Switching a lead magnet from process to outcome naming can lift clicks and opt-ins without touching the asset. When paired with a short “first win” experience, downstream purchase intent rises—mirroring sampling economics (free → buy).
Outcome-framed “after” names replace process jargon with the result viewers want.
| Creator Category | Weak/Process Name (Before) | Outcome-Framed Name (After) | Rationale |
|---|---|---|---|
| Tech Reviewer | “Affiliate Setup Guide” | “Earn Your First 50 Tech Affiliate Sales” | Explicit revenue outcome attracts action-takers |
| Beauty | “Skincare Routine PDF” | “28-Day Acne-Clear Plan” | Puts desired transformation first |
| Cooking | “Email Newsletter Recipe Pack” | “7 Dinners in 30 Minutes This Week” | Time-bound, specific household result |
| Fitness | “Hypertrophy Workshop” | “Add 1 Inch to Arms in 30 Days” | Concrete measurement + time box |
| Productivity | “Notion Template Bundle” | “Finish Your Weekly Plan in 9 Minutes” | Speed outcome beats tool label |
| Finance | “Options 101 Webinar” | “Your First $1,000 Options Profit Roadmap” | Profit outcome vs. education label |
| Music | “Mixing Checklist” | “Radio-Ready Vocals in 24 Hours” | Quality outcome in a time window |
| Education | “SAT Prep Webinar” | “+120 SAT Points in 21 Days” | Numeric promise improves credibility |
| Parenting | “Chore Chart PDF” | “Stress-Free Mornings: 5-Step Kid Routine” | Emotional outcome for parents |
| Gaming | “Streamer Gear Guide” | “Go from 0 → 100 Live Viewers in 14 Days” | Social proof metric as outcome |
| Travel | “Credit Card Points Workshop” | “Fly Business Class for $47 in Fees” | Desired end state, not the mechanism |
| Creator Biz | “Sponsorship Deck Template” | “Land 3 Paid Brand Deals This Month” | Outcome (deals) beats tool (deck) |
| Podcast | “Interview Checklist” | “Book 5 A-List Guests in 30 Days” | Booking outcome, time-bound |
| Real Estate | “Mortgage Tool” | “Cut 7 Years Off Your Mortgage” | “House payoff” outcome resonates |
Only when the promise is vague or not delivered. Outcome names must be specific and matched by a real “first win.” (Sampling logic: try → like → buy.)

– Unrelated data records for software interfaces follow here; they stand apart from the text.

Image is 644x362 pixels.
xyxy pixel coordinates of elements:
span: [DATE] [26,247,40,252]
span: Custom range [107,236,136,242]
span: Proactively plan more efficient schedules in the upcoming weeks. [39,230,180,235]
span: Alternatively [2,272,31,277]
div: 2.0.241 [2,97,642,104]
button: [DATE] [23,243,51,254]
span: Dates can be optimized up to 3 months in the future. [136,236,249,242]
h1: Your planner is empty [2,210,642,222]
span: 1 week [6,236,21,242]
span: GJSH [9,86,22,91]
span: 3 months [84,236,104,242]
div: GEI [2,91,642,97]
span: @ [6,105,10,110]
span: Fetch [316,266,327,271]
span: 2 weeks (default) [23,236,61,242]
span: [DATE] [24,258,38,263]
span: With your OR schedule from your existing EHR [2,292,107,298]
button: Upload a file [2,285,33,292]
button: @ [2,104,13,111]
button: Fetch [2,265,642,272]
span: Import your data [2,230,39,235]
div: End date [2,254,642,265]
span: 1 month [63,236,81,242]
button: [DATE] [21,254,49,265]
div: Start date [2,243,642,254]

Use bounded outcomes (“3 booked demos in 14 days”) rather than absolute claims (“triple revenue”), and focus on time saved, mistakes avoided, or clarity gained.
No. In $100M Offers, “Grand Slam Offer” packaging—name, terms, guarantees—removes apples-to-apples comparisons, anchoring perceived value higher.
6–8 words is a reliable range for scannability. Test the shortest clear version first; extend only if clarity demands it.
Yes. Small word changes can swing engagement massively; test subheads even after a winning title is found.